TASK DETAILS: What is needed is the run of lines from the one with "Locate an element on the screen. The" through the close of the data, set down exactly.

DATASET EXTRACT:

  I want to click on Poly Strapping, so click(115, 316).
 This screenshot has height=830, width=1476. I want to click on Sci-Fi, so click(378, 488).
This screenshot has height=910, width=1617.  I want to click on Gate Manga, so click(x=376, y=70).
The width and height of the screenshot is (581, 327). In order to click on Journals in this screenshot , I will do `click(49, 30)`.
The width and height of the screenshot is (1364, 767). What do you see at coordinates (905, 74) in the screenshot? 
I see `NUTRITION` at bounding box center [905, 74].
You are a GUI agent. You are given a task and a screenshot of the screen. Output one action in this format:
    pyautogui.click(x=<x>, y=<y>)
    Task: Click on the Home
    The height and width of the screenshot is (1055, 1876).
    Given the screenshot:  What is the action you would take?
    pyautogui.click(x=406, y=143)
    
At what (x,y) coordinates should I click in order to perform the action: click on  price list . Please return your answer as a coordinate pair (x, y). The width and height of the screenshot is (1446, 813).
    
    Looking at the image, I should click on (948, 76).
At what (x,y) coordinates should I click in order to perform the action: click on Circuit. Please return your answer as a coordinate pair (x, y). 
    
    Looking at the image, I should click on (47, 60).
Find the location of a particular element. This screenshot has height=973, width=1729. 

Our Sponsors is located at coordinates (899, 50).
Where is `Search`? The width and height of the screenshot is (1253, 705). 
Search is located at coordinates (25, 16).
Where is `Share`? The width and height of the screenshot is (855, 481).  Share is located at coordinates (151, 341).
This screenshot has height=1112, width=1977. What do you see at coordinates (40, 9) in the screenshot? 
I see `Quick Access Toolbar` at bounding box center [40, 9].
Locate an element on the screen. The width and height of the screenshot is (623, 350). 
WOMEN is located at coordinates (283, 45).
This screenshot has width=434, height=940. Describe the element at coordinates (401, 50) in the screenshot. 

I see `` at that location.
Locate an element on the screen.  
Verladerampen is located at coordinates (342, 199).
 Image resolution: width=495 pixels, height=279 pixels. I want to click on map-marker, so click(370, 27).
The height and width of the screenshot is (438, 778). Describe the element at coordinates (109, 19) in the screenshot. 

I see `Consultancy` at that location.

RESPONSE TO THE TASK:
Locate an element on the screen. The width and height of the screenshot is (623, 350). 
WOMEN is located at coordinates (283, 45).
This screenshot has width=434, height=940. Describe the element at coordinates (401, 50) in the screenshot. 

I see `` at that location.
Locate an element on the screen.  
Verladerampen is located at coordinates (342, 199).
 Image resolution: width=495 pixels, height=279 pixels. I want to click on map-marker, so click(370, 27).
The height and width of the screenshot is (438, 778). Describe the element at coordinates (109, 19) in the screenshot. 

I see `Consultancy` at that location.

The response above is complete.